Getting your foot into a high-level research group is like getting an internship at a desirable enterprise: because you’re new and untested, you’ll have to first prove that you’re dedicated to the project. No self-respecting research team will let you get coffee and make photocopies for a year. They’ll take pity and start giving you real research tasks. And then you can begin to make yourself indispensable, and the biggest research opportunities will follow.

Intern, Volunteer, Work and Study Abroad

Opportunities for interning, volunteering, working and studying abroad abound in college. You can spend a semester in Patagonia, volunteer in Costa Rica or apprentice as a stagehand for a summer. When sponsored by your college, adventures like these can be financed by your financial aid.

My friend David found a particularly valuable internship opportunity during his undergraduate years. David studied engineering at Northwestern University under a university-sponsored co-op program with Caterpillar (a.k.a. CAT, the company that makes the giant yellow construction vehicles). He alternated between semesters of academics at Northwestern and paid internship work at the CAT headquarters in Peoria, an hour away. David’s dream is to build an ultra-efficient, clean-burning car engine; the co-op program gave him the real-world experience necessary to jump straight into his desired field after graduating.

Teach a Course to Other Undergrads

Finally, the grandest uncollege tactic (and perhaps the most challenging) is designing and leading your own college course in which other undergraduates will enroll for real credit. Self-initiated courses fit the uncolleger personality perfectly. Designing your own course demands a passion and deep knowledge of your subject, a willingness to confront professors and college administrators and a desire to share your insight with others. The savvy uncolleger, by junior or senior year, is highly qualified for the job.

Starting your own course requires a lot of paperwork and hoop-jumping, but the payoff is worth it. In 2003 I created a course on critical education theory called Never Taught to Learn with a friend. The following semester I led the course myself, followed by a short personality typing course. Each of these courses forced me to learn more about my subject than I would have in self-study.

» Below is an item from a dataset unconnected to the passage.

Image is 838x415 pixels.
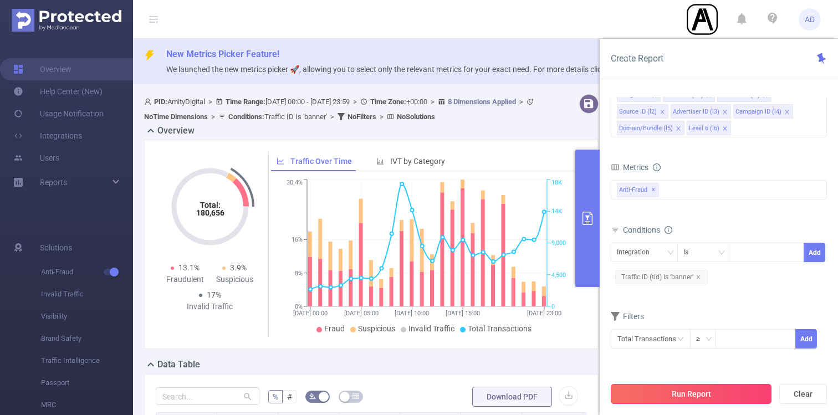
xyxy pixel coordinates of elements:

The most difficult part of starting your own course is having the framework for it in the first place – only a handful of colleges have student-run course programs. But these colleges can help you start a similar program at your own school. Search online for SIC at Stanford, the Experimental College at Tufts and Oberlin, USIE at UCLA. The oldest and best program to consult is De-Cal at my own alma mater, UC Berkeley.

If you can pull it off, teaching your own class will be grandest college adventure possible.